Intuition

Before electronic computers existed, mathematicians needed a precise answer to the question “What does it mean for a function to be computable?” Alan Turing’s 1936 paper answered this by describing an imaginary machine - a tape, a head, and a finite set of rules - that captures everything a mechanical process can do. The surprising result is not what this machine can compute, but what it provably cannot.
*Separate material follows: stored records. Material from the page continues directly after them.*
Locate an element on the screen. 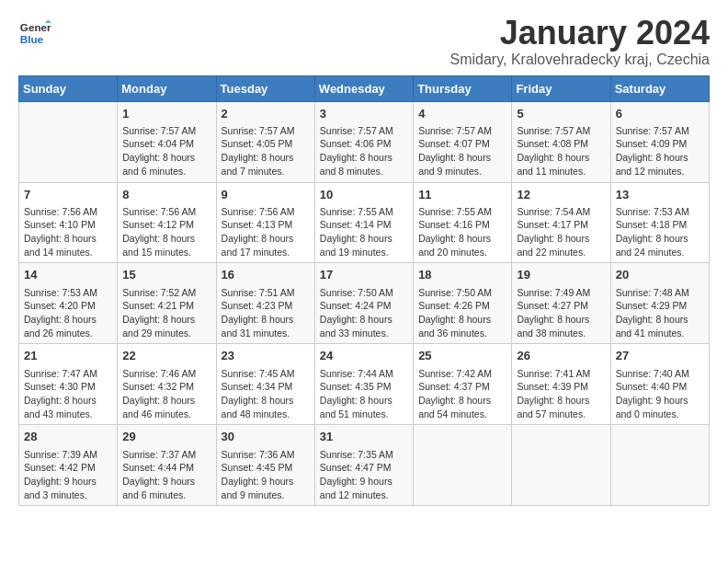 The width and height of the screenshot is (728, 563). page-subtitle: Smidary, Kralovehradecky kraj, Czechia is located at coordinates (580, 60).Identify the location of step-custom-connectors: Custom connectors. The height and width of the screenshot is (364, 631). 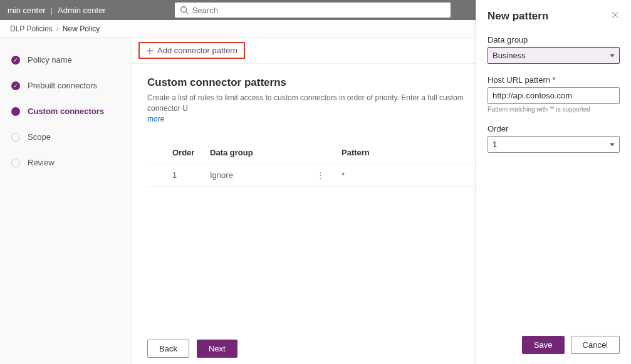
(69, 112).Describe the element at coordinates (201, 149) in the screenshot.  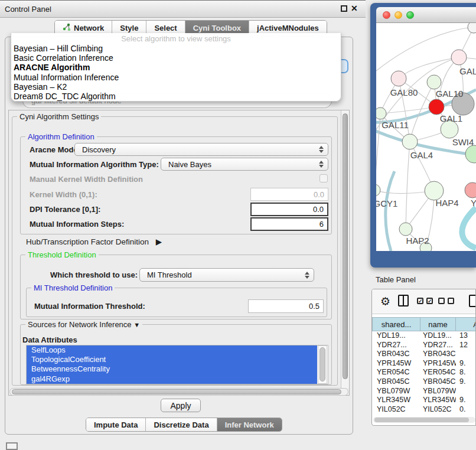
I see `aracne-mode-combobox: Discovery` at that location.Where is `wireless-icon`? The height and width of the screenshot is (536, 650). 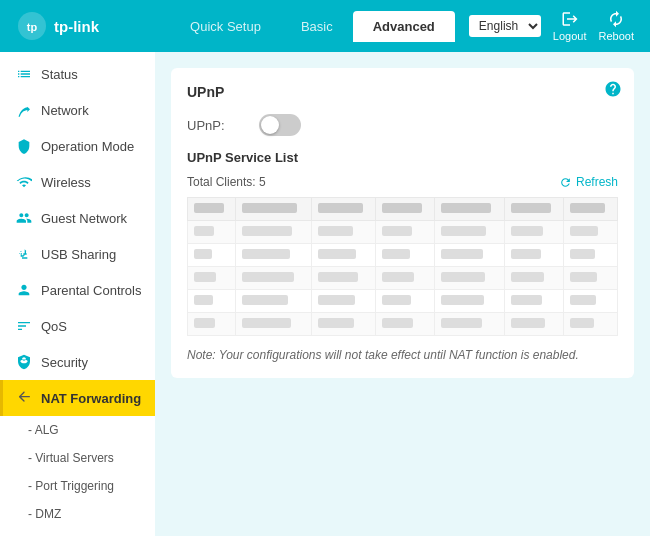
wireless-icon is located at coordinates (24, 182).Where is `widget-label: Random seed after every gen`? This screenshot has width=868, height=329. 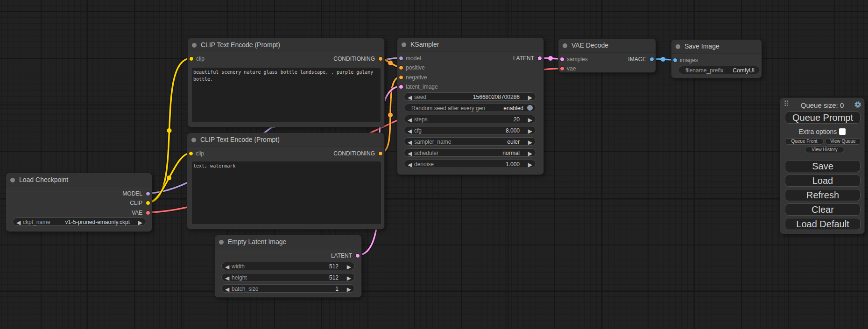
widget-label: Random seed after every gen is located at coordinates (448, 108).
Think of a Turing machine as the simplest possible computer: it reads a symbol, decides what to write and which direction to move, and transitions to a new state. Despite this simplicity, no real computer can solve a problem that a Turing machine cannot. That equivalence is the heart of computability theory.


Core Idea

The Turing Machine

A Turing machine consists of:

  1. An infinite tape divided into cells, each holding a symbol from a finite alphabet.
  2. A read/write head positioned over one cell at a time.
  3. A finite state register storing the machine’s current state.
  4. A transition function δ(state, symbol) → (new_state, new_symbol, direction) that drives computation.

Computation proceeds step-by-step: read the current symbol, consult the transition function, write a symbol, move left or right, and enter a new state. The machine halts when it reaches an accepting or rejecting state (or it may run forever).

The Halting Problem

Turing proved that no algorithm can determine, for every possible program-input pair, whether the program will eventually halt or loop forever. The proof is a diagonal argument:

  1. Assume a decider H(P, I) exists that returns “halts” or “loops” for any program P on input I.
  2. Construct a program D that, given program P, runs H(P, P) and does the opposite - loops if H says “halts,” halts if H says “loops.”
  3. Ask: what does H(D, D) return? Either answer leads to a contradiction.
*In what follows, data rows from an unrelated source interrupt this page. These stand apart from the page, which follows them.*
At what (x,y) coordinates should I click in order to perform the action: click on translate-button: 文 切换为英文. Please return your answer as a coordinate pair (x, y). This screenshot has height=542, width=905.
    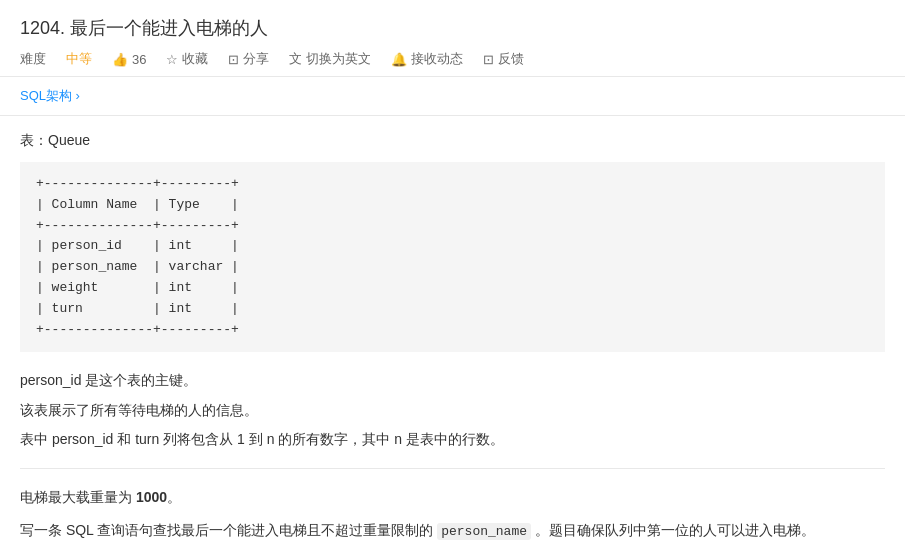
    Looking at the image, I should click on (330, 59).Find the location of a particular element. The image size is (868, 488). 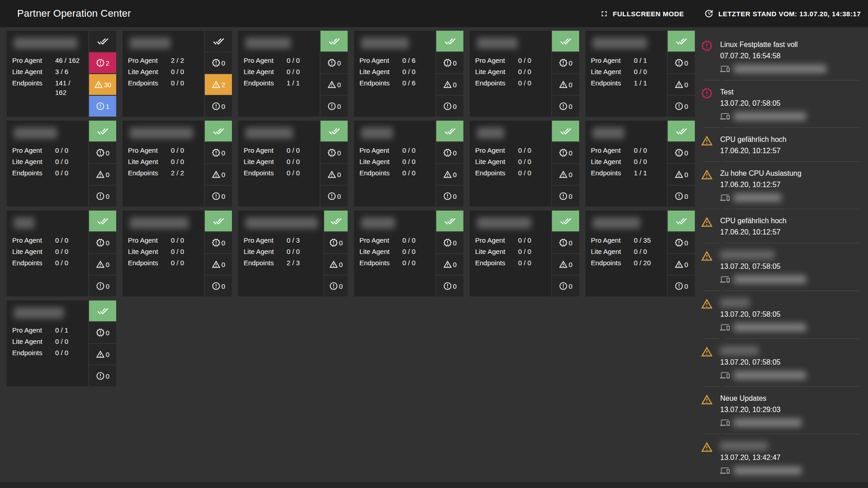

This was the first rigorous proof that some well-defined mathematical questions have no algorithmic solution. It connects directly to Godel’s incompleteness theorems and foreshadows Rice’s theorem (no non-trivial semantic property of programs is decidable).

The Church-Turing Thesis

Independently, Alonzo Church developed the lambda calculus as a formalism for computable functions. Church and Turing showed that their two models - lambda calculus and Turing machines - compute exactly the same class of functions. The Church-Turing thesis asserts:

Any function that can be computed by an effective procedure can be computed by a Turing machine.

This is a thesis (not a theorem) because “effective procedure” is an informal notion. Every subsequent model of computation - register machines, cellular automata, quantum computers (for decision problems) - has turned out to be equivalent in computational power, reinforcing the thesis.

Decidability and Complexity

Computability theory draws a hard line between decidable problems (a Turing machine always halts with the correct answer) and undecidable ones (no such machine exists). Within decidable problems, complexity theory further classifies by resource usage (time, space), giving rise to classes like P, NP, and PSPACE.

Note

Turing machines are the standard reference model for both computability and complexity. When we say a problem is “in P,” we mean a deterministic Turing machine can solve it in polynomial time.


Example

A simple Turing machine that checks for balanced 0s and 1s:

The input tape contains a string of 0s and 1s. The machine repeatedly scans right to find a 0, marks it with X, then scans right to find a 1, marks it with Y, and returns to the start. If the tape runs out of 0s and 1s at the same time, it accepts; if one runs out first, it rejects.

State A: scan right for 0
  Found 0 → write X, move right, go to State B
  Found Y → move right, stay in A
  Found blank → accept (no 0s left; check no 1s left)

State B: scan right for 1
  Found 1 → write Y, move left, go to State C
  Found 0 → move right, stay in B
  Found blank → reject (unmatched 0)

State C: scan left back to start
  Found X or Y or 0 → move left, stay in C
  Found blank → move right, go to State A

This machine halts on every input - it is a decider. The halting problem tells us we cannot build a general machine that determines whether arbitrary machines are deciders.